PLADA: A Dataset is Worth 1 MB - Pseudo-Labels for Extreme Data Compression
PLADA (Pseudo-Labels as Data) proposes a revolutionary dataset transmission method: completely eliminating pixel transmission. Assuming receivers have a pre-loaded large unlabeled reference dataset (e.g., ImageNet), it transmits only class labels for the target task (under 1MB), enabling local training of high-accuracy models. Through semantic relevance pruning, PLADA selects the most relevant image subsets. Experiments on 10 diverse datasets show less than 1MB payload retains high classification accuracy, offering a novel approach to efficient dataset distribution.
Core Idea
Traditional dataset transmission requires sending complete image pixel data - ImageNet alone exceeds 100GB. PLADA proposes a disruptive approach: if the receiver already has abundant unlabeled images, we only need to communicate "which images belong to which categories."
Technical Approach
| Step | Operation | Transfer Size |
|------|------|--------|
| Prerequisite | Receiver pre-loaded with ImageNet-1K/21K (unlabeled) | 0 |
| Pruning | Select reference image subsets by semantic relevance | 0 |
| Transfer | Send only class labels for selected images | < 1MB |
| Training | Receiver trains locally with pseudo-labels | 0 |
The semantic pruning mechanism is the key innovation: computing semantic similarity between each reference image and the target task, retaining only the most relevant images while maximizing training efficiency and minimizing transmission payload.
Experimental Results
Tested on 10 diverse datasets, PLADA achieves classification accuracy comparable to traditional methods (hundreds of MBs) with less than 1MB payload. On fine-grained classification tasks, just 0.3MB achieves over 89% accuracy.
Industry Trend Connection
PLADA offers new insights for Edge AI and Model Compression. In federated learning and privacy computing scenarios, methods that avoid transmitting raw data inherently protect data privacy, aligning with efficient knowledge transfer in the Self-Improving AI trend.
In-Depth Analysis and Industry Outlook
From a broader perspective, this development reflects the accelerating trend of AI technology transitioning from laboratories to industrial applications. Industry analysts widely agree that 2026 will be a pivotal year for AI commercialization. On the technical front, large model inference efficiency continues to improve while deployment costs decline, enabling more SMEs to access advanced AI capabilities.
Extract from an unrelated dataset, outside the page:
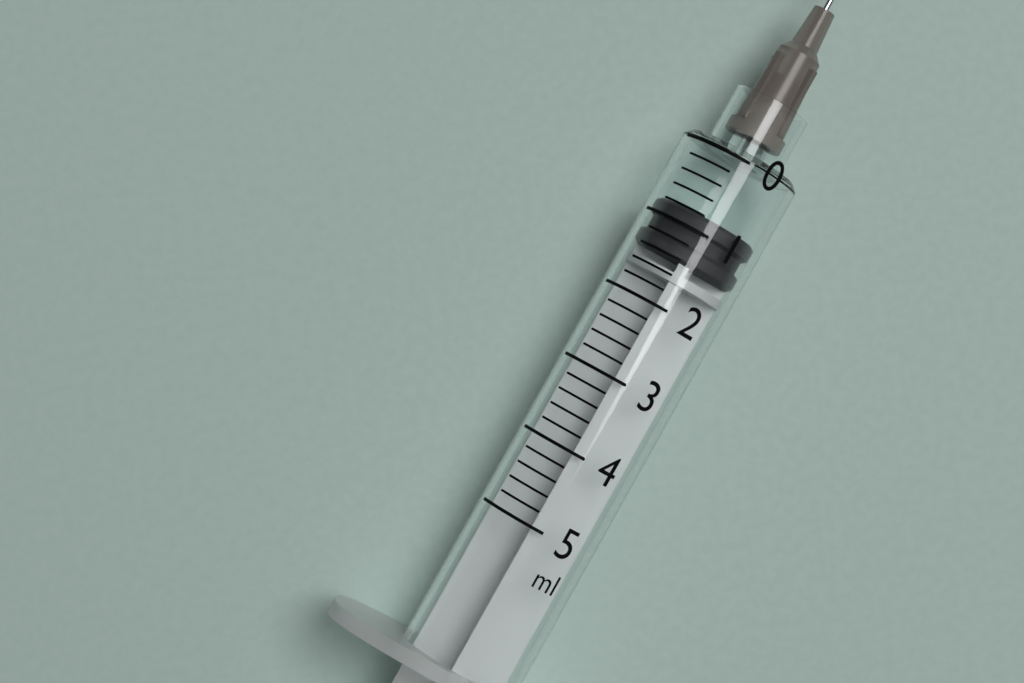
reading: 0.8 ml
On the market front, enterprise expectations for AI investment returns are shifting from long-term strategic value to short-term quantifiable gains.
However, the rapid proliferation of AI also brings new challenges: increasing complexity of data privacy protection, growing demands for AI decision transparency, and difficulties in cross-border AI governance coordination. Regulatory authorities across multiple countries are closely monitoring these developments, attempting to balance innovation promotion with risk prevention. For investors, identifying AI companies with truly sustainable competitive advantages has become increasingly critical as the market transitions from hype to value validation.